Dear said that if the Western Canada study’s animal-health findings do show any cause for concern, then Alberta Health would reconsider doing a follow-up study on human health.
Even if the animal health portion is completed, some farmers, ranchers and environmentalists are sure to question its results.
Rocky Mountain House veterinarian and environmentalist Martha Kostuch, a longtime critic of flaring, said the study’s scientists rejected the advice from an expert committee on how to design the research.
As a result, the work on beef cattle won’t include any laboratory tests on the animals as they’re being exposed to flaring emissions, she said.
“If they don’t find effects, (all it means is) they don’t know whether there would have been effects if you had been doing acute monitoring,” Kostuch said.
But science adviser Guidotti insists the advisory committee’s input was considered, although not all of it was incorporated in the study.
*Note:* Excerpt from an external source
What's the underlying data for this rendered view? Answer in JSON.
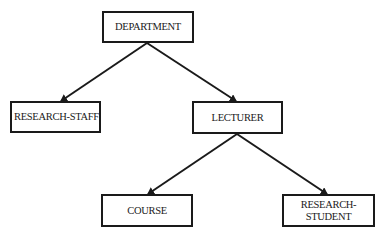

And while he’s confident the research will help answer questions about flaring’s impact on beef cattle, he stressed that without doing the human-health component, “the issue of human health effects is still wide open.”
Determinants Of Airborne Benzene Concentrations In Rural Areas Of Western Canada
Our results suggest that there is a detectable impact of primary oil and gas industry on quality of rural air.
By Igor Burstyn, Xiaoqing (Isabelle) You, Nicola Cherry, Ambikaipakan Senthilselvan
Department of Public Health Sciences, The University of Alberta, Edmonton, Alta., Canada, Community and Occupational Medicine Program, Department of Medicine, Faculty of Medicine and Dentistry, The University of Alberta, 13-103E Clinical Sciences Building, Edmonton, Alta., Canada
Received 2 November 2006; received in revised form 1 June 2007; accepted 9 June 2007
Abstract
This study estimated the level and determinants of airborne benzene concentrations in rural western Canada.
A multisite, multi-month unbalanced two-factorial design was used to collect air samples at 1206 fixed sites across a geographic area associated with primary oil and gas industry in Canadian provinces of Alberta, north-eastern British Columbia, and central and southern Saskatchewan from April 2001 to December 2002.
Benzene concentrations integrated over 1 calendar month were determined using passive organic vapour monitors. Linear mixed effects models were applied to identify the determinants of airborne benzene concentrations, in particular the proximity to oil and gas facilities.
The observed geometric mean of benzene concentrations was 158 ngm3, with large geometric standard deviation: 4.9. Benzene concentrations showed a seasonal variation with maxima in winter and minima in summer.
Emissions from oil well (within 2 km) and compressor influenced monthly airborne benzene concentrations. However, in our study, being located in the general area of a gas plant seems to be the most important in determining monthly airborne benzene concentrations.
These findings support the need for investigation of the impact of oil and gas industry on quality of rural air.
... This project is the only large-scale study into determinants of environmental benzene concentrations in rural area with diverse and numerous primary oil and gas industry.
Our results suggest that there is a detectable impact of primary oil and gas industry on quality of rural air.
Given the recognized toxicity of benzene, any possible human exposures due to modifiable sources, as appears to be the case when oil and gas infrastructure intermingles with farmland, should be carefully investigated with a view towards conducting rigorous risk assessment. ... more.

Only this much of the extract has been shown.